Somewhere along the way, my copy of Gormenghast got rained on. I wonder if a roof leaked in some previous house, or a chimney made a nearby wall a bit damp. Whatever. I went for it a few minutes ago and the book's pages have the wavering crispness of the once-wet. The cover is thickened around the edges, and the first few chapters have some kind of dark speckling on them advancing from one spread to the next. Some of the print is smeary.
It's perfect, really. A perfectly damaged book. If you'd asked me what the Gormenghast books were about when I first read them in my late teens, I would have said they were about a very dangerous dishwasher. I was a dishwasher at the time, and took a certain kindred thrill in Steerpike, who moves from the kitchens of Gormenghast to...well, that would be saying too much. Now, in my forties, I would say they're about aging, about a great mass of aging and forgetting and crumbling and ruination. Castle Gormenghast is ancient and tumbledown. I bet its own books have the wavering crispness of the once-wet. I bet there are dark speckled forms growing throughout the chambers.
I read once that Mervyn Peake's trilogy of books was not meant to be a trilogy - and was not really meant to be about a single place. I gather it was conceived as being the life story of Titus Groan, who is present but very young for most of what survives of the Gormenghast books. There are more than three of these books, but only three are canon, and I think I remember reading that actually only the first two have arrived in the manner that Peake intended. And so Titus Groan's story doesn't always have that much Titus Groan in it.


_Exercise instructions_
The listing below has to be output exactly as given, less its pictures.
=== Section Start ===
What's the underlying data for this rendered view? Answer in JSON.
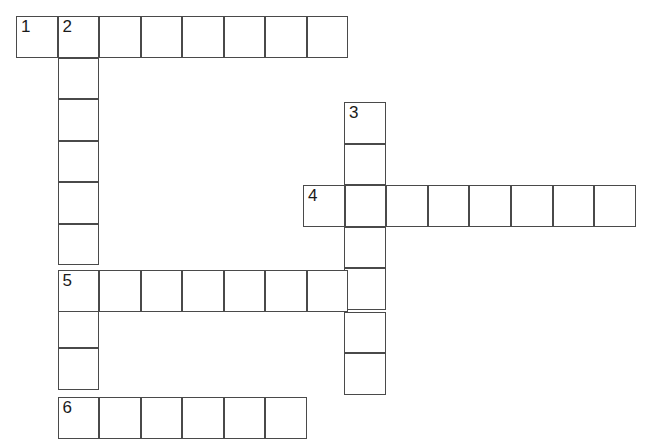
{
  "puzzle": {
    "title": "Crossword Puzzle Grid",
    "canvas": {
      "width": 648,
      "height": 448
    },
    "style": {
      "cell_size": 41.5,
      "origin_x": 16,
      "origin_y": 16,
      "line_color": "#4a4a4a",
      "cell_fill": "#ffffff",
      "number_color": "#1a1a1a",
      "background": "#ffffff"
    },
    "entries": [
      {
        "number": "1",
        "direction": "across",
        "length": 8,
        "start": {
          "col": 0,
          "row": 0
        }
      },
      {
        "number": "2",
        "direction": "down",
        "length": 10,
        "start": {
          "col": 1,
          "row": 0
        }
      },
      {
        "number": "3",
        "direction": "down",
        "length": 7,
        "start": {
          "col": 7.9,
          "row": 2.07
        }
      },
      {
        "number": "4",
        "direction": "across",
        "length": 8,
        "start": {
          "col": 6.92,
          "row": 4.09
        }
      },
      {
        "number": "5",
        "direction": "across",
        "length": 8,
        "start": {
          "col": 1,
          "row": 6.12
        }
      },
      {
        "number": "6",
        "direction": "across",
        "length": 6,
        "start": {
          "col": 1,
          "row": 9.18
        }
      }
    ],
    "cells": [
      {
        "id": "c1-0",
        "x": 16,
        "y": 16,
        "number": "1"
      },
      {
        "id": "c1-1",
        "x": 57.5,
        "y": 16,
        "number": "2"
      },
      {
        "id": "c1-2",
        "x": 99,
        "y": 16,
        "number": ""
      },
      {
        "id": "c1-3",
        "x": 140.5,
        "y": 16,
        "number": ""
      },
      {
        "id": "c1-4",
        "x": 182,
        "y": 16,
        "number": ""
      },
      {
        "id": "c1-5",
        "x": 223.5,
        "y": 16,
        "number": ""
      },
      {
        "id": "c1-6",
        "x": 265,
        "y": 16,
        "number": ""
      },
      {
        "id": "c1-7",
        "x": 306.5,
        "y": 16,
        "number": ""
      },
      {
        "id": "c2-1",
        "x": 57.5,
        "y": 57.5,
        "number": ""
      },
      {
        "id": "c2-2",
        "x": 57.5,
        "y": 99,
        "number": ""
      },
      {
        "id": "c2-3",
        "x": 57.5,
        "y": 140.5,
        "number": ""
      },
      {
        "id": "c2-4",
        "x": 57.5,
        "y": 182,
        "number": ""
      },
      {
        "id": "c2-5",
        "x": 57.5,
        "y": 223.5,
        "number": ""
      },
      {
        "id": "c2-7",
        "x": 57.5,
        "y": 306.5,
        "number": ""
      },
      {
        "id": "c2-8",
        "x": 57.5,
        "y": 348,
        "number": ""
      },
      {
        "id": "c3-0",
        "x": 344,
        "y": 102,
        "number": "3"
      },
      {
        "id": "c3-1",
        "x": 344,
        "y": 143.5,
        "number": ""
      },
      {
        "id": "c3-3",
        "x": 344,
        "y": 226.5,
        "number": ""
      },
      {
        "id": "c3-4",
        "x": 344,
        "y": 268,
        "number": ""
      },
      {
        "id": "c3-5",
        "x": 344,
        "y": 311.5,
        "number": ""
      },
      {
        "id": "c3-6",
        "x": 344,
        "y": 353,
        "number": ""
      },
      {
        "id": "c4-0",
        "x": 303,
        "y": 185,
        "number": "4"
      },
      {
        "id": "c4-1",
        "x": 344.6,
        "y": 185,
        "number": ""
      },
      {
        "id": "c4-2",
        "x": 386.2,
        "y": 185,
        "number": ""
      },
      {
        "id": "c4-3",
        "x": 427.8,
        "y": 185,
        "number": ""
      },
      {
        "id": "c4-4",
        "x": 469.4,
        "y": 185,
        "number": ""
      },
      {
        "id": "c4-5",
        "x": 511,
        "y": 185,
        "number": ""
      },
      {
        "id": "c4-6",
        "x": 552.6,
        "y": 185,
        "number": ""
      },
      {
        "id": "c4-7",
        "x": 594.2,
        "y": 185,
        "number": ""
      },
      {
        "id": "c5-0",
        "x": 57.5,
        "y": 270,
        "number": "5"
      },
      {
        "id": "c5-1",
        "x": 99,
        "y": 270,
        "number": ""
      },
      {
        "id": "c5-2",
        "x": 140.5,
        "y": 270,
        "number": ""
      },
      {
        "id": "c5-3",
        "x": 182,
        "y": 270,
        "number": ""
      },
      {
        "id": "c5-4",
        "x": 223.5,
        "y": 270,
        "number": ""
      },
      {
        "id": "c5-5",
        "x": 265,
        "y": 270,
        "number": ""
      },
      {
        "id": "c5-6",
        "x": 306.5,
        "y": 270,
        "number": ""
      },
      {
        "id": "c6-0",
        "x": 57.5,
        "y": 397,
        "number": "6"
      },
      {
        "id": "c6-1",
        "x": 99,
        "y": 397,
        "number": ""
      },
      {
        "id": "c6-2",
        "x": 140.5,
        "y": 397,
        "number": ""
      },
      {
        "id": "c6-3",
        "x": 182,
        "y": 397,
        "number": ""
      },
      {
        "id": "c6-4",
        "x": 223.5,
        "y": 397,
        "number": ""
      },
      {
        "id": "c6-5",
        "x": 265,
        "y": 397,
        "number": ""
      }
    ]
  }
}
=== Section End ===
_Solution to this task_
What's the underlying data for this rendered view? Answer in JSON.
{
  "puzzle": {
    "title": "Crossword Puzzle Grid",
    "canvas": {
      "width": 648,
      "height": 448
    },
    "style": {
      "cell_size": 41.5,
      "origin_x": 16,
      "origin_y": 16,
      "line_color": "#4a4a4a",
      "cell_fill": "#ffffff",
      "number_color": "#1a1a1a",
      "background": "#ffffff"
    },
    "entries": [
      {
        "number": "1",
        "direction": "across",
        "length": 8,
        "start": {
          "col": 0,
          "row": 0
        }
      },
      {
        "number": "2",
        "direction": "down",
        "length": 10,
        "start": {
          "col": 1,
          "row": 0
        }
      },
      {
        "number": "3",
        "direction": "down",
        "length": 7,
        "start": {
          "col": 7.9,
          "row": 2.07
        }
      },
      {
        "number": "4",
        "direction": "across",
        "length": 8,
        "start": {
          "col": 6.92,
          "row": 4.09
        }
      },
      {
        "number": "5",
        "direction": "across",
        "length": 8,
        "start": {
          "col": 1,
          "row": 6.12
        }
      },
      {
        "number": "6",
        "direction": "across",
        "length": 6,
        "start": {
          "col": 1,
          "row": 9.18
        }
      }
    ],
    "cells": [
      {
        "id": "c1-0",
        "x": 16,
        "y": 16,
        "number": "1"
      },
      {
        "id": "c1-1",
        "x": 57.5,
        "y": 16,
        "number": "2"
      },
      {
        "id": "c1-2",
        "x": 99,
        "y": 16,
        "number": ""
      },
      {
        "id": "c1-3",
        "x": 140.5,
        "y": 16,
        "number": ""
      },
      {
        "id": "c1-4",
        "x": 182,
        "y": 16,
        "number": ""
      },
      {
        "id": "c1-5",
        "x": 223.5,
        "y": 16,
        "number": ""
      },
      {
        "id": "c1-6",
        "x": 265,
        "y": 16,
        "number": ""
      },
      {
        "id": "c1-7",
        "x": 306.5,
        "y": 16,
        "number": ""
      },
      {
        "id": "c2-1",
        "x": 57.5,
        "y": 57.5,
        "number": ""
      },
      {
        "id": "c2-2",
        "x": 57.5,
        "y": 99,
        "number": ""
      },
      {
        "id": "c2-3",
        "x": 57.5,
        "y": 140.5,
        "number": ""
      },
      {
        "id": "c2-4",
        "x": 57.5,
        "y": 182,
        "number": ""
      },
      {
        "id": "c2-5",
        "x": 57.5,
        "y": 223.5,
        "number": ""
      },
      {
        "id": "c2-7",
        "x": 57.5,
        "y": 306.5,
        "number": ""
      },
      {
        "id": "c2-8",
        "x": 57.5,
        "y": 348,
        "number": ""
      },
      {
        "id": "c3-0",
        "x": 344,
        "y": 102,
        "number": "3"
      },
      {
        "id": "c3-1",
        "x": 344,
        "y": 143.5,
        "number": ""
      },
      {
        "id": "c3-3",
        "x": 344,
        "y": 226.5,
        "number": ""
      },
      {
        "id": "c3-4",
        "x": 344,
        "y": 268,
        "number": ""
      },
      {
        "id": "c3-5",
        "x": 344,
        "y": 311.5,
        "number": ""
      },
      {
        "id": "c3-6",
        "x": 344,
        "y": 353,
        "number": ""
      },
      {
        "id": "c4-0",
        "x": 303,
        "y": 185,
        "number": "4"
      },
      {
        "id": "c4-1",
        "x": 344.6,
        "y": 185,
        "number": ""
      },
      {
        "id": "c4-2",
        "x": 386.2,
        "y": 185,
        "number": ""
      },
      {
        "id": "c4-3",
        "x": 427.8,
        "y": 185,
        "number": ""
      },
      {
        "id": "c4-4",
        "x": 469.4,
        "y": 185,
        "number": ""
      },
      {
        "id": "c4-5",
        "x": 511,
        "y": 185,
        "number": ""
      },
      {
        "id": "c4-6",
        "x": 552.6,
        "y": 185,
        "number": ""
      },
      {
        "id": "c4-7",
        "x": 594.2,
        "y": 185,
        "number": ""
      },
      {
        "id": "c5-0",
        "x": 57.5,
        "y": 270,
        "number": "5"
      },
      {
        "id": "c5-1",
        "x": 99,
        "y": 270,
        "number": ""
      },
      {
        "id": "c5-2",
        "x": 140.5,
        "y": 270,
        "number": ""
      },
      {
        "id": "c5-3",
        "x": 182,
        "y": 270,
        "number": ""
      },
      {
        "id": "c5-4",
        "x": 223.5,
        "y": 270,
        "number": ""
      },
      {
        "id": "c5-5",
        "x": 265,
        "y": 270,
        "number": ""
      },
      {
        "id": "c5-6",
        "x": 306.5,
        "y": 270,
        "number": ""
      },
      {
        "id": "c6-0",
        "x": 57.5,
        "y": 397,
        "number": "6"
      },
      {
        "id": "c6-1",
        "x": 99,
        "y": 397,
        "number": ""
      },
      {
        "id": "c6-2",
        "x": 140.5,
        "y": 397,
        "number": ""
      },
      {
        "id": "c6-3",
        "x": 182,
        "y": 397,
        "number": ""
      },
      {
        "id": "c6-4",
        "x": 223.5,
        "y": 397,
        "number": ""
      },
      {
        "id": "c6-5",
        "x": 265,
        "y": 397,
        "number": ""
      }
    ]
  }
}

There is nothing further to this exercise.